Casey opens the session by stating the importance of encouraging data curiosity by utilizing the proper skill sets and analyzing data to extract value for the business. Weinrich asserts that team members must be aware of their role in helping a company become data-driven.
According to Whitacre, data champions must take the initiative to develop convincing arguments for stakeholders to join their data program. He suggests involving data executives at both ends of the organization to implement a data program.
Weinrich describes how her organization’s HR department is becoming a strategic pillar due to a growing interest in data. She advises talent acquisition professionals to hire data-literate people as an alternative strategy for promoting data literacy. Whitacre notes that having a list of questions based on data, and working with teams to address them, promotes data curiosity.
For Weinrich, it’s essential to give people a chance to ask questions so that data literacy initiatives may be developed. She also promotes diversity within the group to help determine whether decisions are made using data at every level of the organization.
Casey describes obstacles as "interesting" and remarks on the workforce generation gap and how to balance it while showcasing tools’ usefulness. "Machine learning and artificial intelligence are not necessarily replacing the manager or the judgment,” he adds. “It ensures the data has a seat at the table.”
Introducing a data literacy program asks for change, and “…organizations are relentless about operational efficiency," Whitacre says. He maintains that the explanation of three elements convinces people to accept the change:
An increase in revenue
Cost reduction
Risk mitigation
Next, Loveless advises "push testing," which involves introducing a product to a particular section of the company to measure the rise in sales. If it succeeds, it serves as a model for the rest of the organization and highlights the value of data.
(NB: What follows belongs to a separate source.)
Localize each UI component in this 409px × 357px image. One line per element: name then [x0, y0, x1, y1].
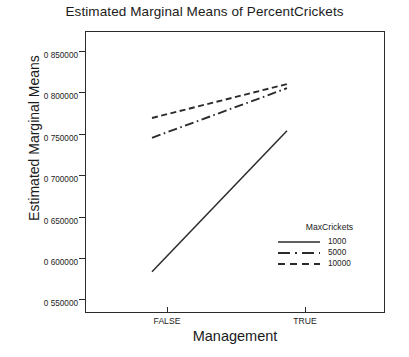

Similarly, for Weinrich, executives who make data-driven decisions enable their organizations to become future-ready. Casey focuses on identifying worthwhile chances, exercising, designing the process, understanding data, assessing, and lastly, considering buy-in and adoption to foster corporate data curiosity.
Allowing people to understand that they regularly make data-driven decisions is essential, in Weinrich’s opinion.
In his approach, Whitacre focuses on using technology to generate curiosity for various types of data. “If you walk into Kroger Labs today, you will find about 10 big screens playing a video analytics project, an artificial intelligence project, a digital store, an avatar talking to you, and different kinds of sensors,” he explains. “My goal is to spark curiosity.”
Loveless adds, “Our role in the company being the BI group, is providing that data and making sure that they are curious about it and want the information from us.”
Whitacre poses the following two conditions related to innovation:
1. Value derivation from a job well done
2. Probabilities and timeline of succession
A key obstacle to fostering data literacy in the workforce is the persistent technology gap, says Loveless. As a solution, he concurs with choosing a platform like Excel that is system-wide accessible and not restricted to one or two people.
Furthermore, Weinrich states, “The organization of the future is going to be skills-based. Forty percent of searches that are happening on LinkedIn are skills-based, not title-based. So when you look at upskilling your workforce, it is simply saying we are making you future-ready.”
In conclusion, Casey says he believes that motivating employees to use the tools to improve organizational value is the real challenge. He notes, “If people have a good incentive to try to use these tools, the organization’s return on investment for teaching them those tools will be tremendous.”